Giving up a kidney – for the donor – not so much. Which is probably an argument that donors should get compensated just like the doctors, staff, hospitals, and insurance company involved in the process.
Henry
Dec 9 2011 at 11:41pm
1/3000 may not seem that high, but the downside is very large so “putting it into perspective” the way some people have done it is misleading.
Here’s another way of putting it into perspective. How much do you value your life, statistically speaking? It varies from person to person but $6 million is a reasonable conservative estimate. That suggests you’d be willing to pay about $2000 to prevent a 1 in 3000 chance of death.

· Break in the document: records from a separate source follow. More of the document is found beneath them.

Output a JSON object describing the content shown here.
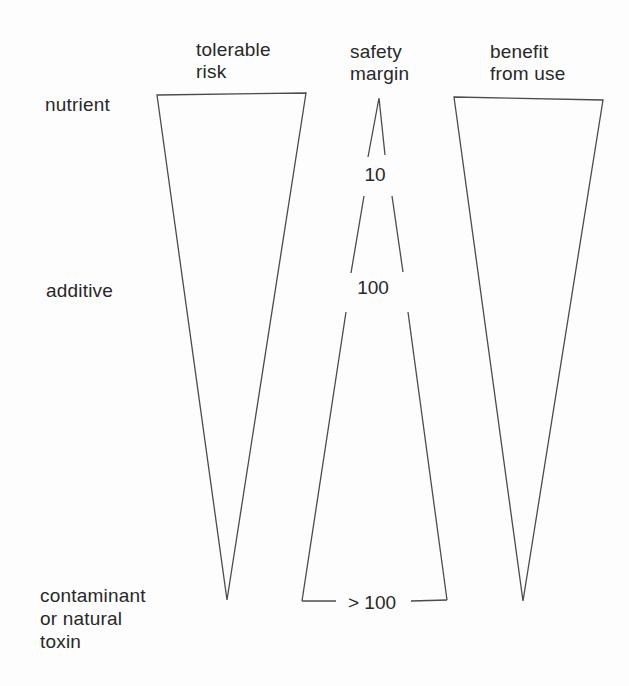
{
  "figure": {
    "background_color": "#fdfdfd",
    "line_color": "#4b4b4b",
    "text_color": "#282828"
  },
  "columns": [
    {
      "id": "tolerable-risk",
      "label": "tolerable\nrisk"
    },
    {
      "id": "safety-margin",
      "label": "safety\nmargin"
    },
    {
      "id": "benefit-from-use",
      "label": "benefit\nfrom use"
    }
  ],
  "rows": [
    {
      "id": "nutrient",
      "label": "nutrient"
    },
    {
      "id": "additive",
      "label": "additive"
    },
    {
      "id": "contaminant",
      "label": "contaminant\nor natural\ntoxin"
    }
  ],
  "safety_margin_values": [
    {
      "row": "nutrient",
      "value": "10"
    },
    {
      "row": "additive",
      "value": "100"
    },
    {
      "row": "contaminant",
      "value": "> 100"
    }
  ]
}
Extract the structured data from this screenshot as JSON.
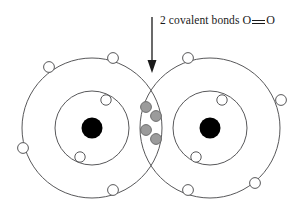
{
  "figure": {
    "background_color": "#ffffff",
    "width": 302,
    "height": 212
  },
  "annotation": {
    "label_prefix": "2 covalent bonds",
    "atom_left_symbol": "O",
    "bond_symbol": "=",
    "bond_symbol_name": "double-bond-glyph",
    "atom_right_symbol": "O",
    "full_text": "2 covalent bonds O = O",
    "pointer": {
      "name": "callout-arrow",
      "direction": "down",
      "x": 152,
      "y_start": 17,
      "y_end": 72,
      "color": "#1a1a1a"
    }
  },
  "colors": {
    "shell_stroke": "#58585a",
    "electron_fill": "#ffffff",
    "electron_stroke": "#58585a",
    "shared_electron_fill": "#9b9b9b",
    "shared_electron_stroke": "#6d6d6d",
    "nucleus_fill": "#000000",
    "text": "#1a1a1a"
  },
  "atoms": [
    {
      "id": "left",
      "element": "O",
      "name": "oxygen-atom-left",
      "nucleus": {
        "cx": 92,
        "cy": 128,
        "r": 10.5
      },
      "shells": [
        {
          "name": "inner-shell",
          "cx": 92,
          "cy": 128,
          "r": 37
        },
        {
          "name": "outer-shell",
          "cx": 92,
          "cy": 128,
          "r": 70
        }
      ],
      "electrons": [
        {
          "name": "electron-inner-1",
          "cx": 106,
          "cy": 100,
          "r": 5.2,
          "shell": "inner"
        },
        {
          "name": "electron-inner-2",
          "cx": 80,
          "cy": 157,
          "r": 5.2,
          "shell": "inner"
        },
        {
          "name": "electron-outer-1",
          "cx": 113,
          "cy": 58,
          "r": 5.4,
          "shell": "outer"
        },
        {
          "name": "electron-outer-2",
          "cx": 49,
          "cy": 67,
          "r": 5.4,
          "shell": "outer"
        },
        {
          "name": "electron-outer-3",
          "cx": 23,
          "cy": 148,
          "r": 5.4,
          "shell": "outer"
        },
        {
          "name": "electron-outer-4",
          "cx": 113,
          "cy": 190,
          "r": 5.4,
          "shell": "outer"
        }
      ]
    },
    {
      "id": "right",
      "element": "O",
      "name": "oxygen-atom-right",
      "nucleus": {
        "cx": 210,
        "cy": 128,
        "r": 10.5
      },
      "shells": [
        {
          "name": "inner-shell",
          "cx": 210,
          "cy": 128,
          "r": 37
        },
        {
          "name": "outer-shell",
          "cx": 210,
          "cy": 128,
          "r": 70
        }
      ],
      "electrons": [
        {
          "name": "electron-inner-1",
          "cx": 222,
          "cy": 100,
          "r": 5.2,
          "shell": "inner"
        },
        {
          "name": "electron-inner-2",
          "cx": 196,
          "cy": 157,
          "r": 5.2,
          "shell": "inner"
        },
        {
          "name": "electron-outer-1",
          "cx": 188,
          "cy": 58,
          "r": 5.4,
          "shell": "outer"
        },
        {
          "name": "electron-outer-2",
          "cx": 281,
          "cy": 100,
          "r": 5.4,
          "shell": "outer"
        },
        {
          "name": "electron-outer-3",
          "cx": 255,
          "cy": 183,
          "r": 5.4,
          "shell": "outer"
        },
        {
          "name": "electron-outer-4",
          "cx": 188,
          "cy": 190,
          "r": 5.4,
          "shell": "outer"
        }
      ]
    }
  ],
  "shared_electrons": {
    "name": "shared-electron-pairs",
    "count": 4,
    "pairs": 2,
    "items": [
      {
        "name": "shared-electron-1",
        "cx": 146,
        "cy": 107,
        "r": 5.4
      },
      {
        "name": "shared-electron-2",
        "cx": 156,
        "cy": 116,
        "r": 5.4
      },
      {
        "name": "shared-electron-3",
        "cx": 146,
        "cy": 130,
        "r": 5.4
      },
      {
        "name": "shared-electron-4",
        "cx": 156,
        "cy": 139,
        "r": 5.4
      }
    ]
  }
}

That’s by no means trivial: indeed, if you think altruism could easily supply this, consider that there are plenty of other lives (mainly in third world countries) that could be saved for $2000 a pop.
Scott Sumner
Dec 9 2011 at 11:44pm
You are about to attend a football game at the Rose Bowl. You are told that a crazed gunman with an Uzi will show up and 33 people will be massacred. Do you attend that game?
I might decide to watch it on TV instead.
Henry
Dec 10 2011 at 6:46am
@Scott Sumner – there’s guaranteed to be a lot of disruption even if you’re not killed. For one, they’re probably not going to see the game to completion after the massacre.
Of course, some people might perversely attend so they could say they “had been there”.
Dan
Dec 11 2011 at 11:39pm
Top 10 most dangerous jobs:
http://jobs.aol.com/articles/2011/03/01/top-10-most-dangerous-jobs/
You can make $40k for a 1 in 500 shot at death as a fisherman or a similar amount for a 1 in 1,600 shot as a logger.
Noah Yetter
Dec 12 2011 at 8:01pm
@Finch:
“Well, 1/3000 of my life expectancy is something like a week.”
A perfect illustration of how poor “expected value” is as a model for human decision making in the face of risk.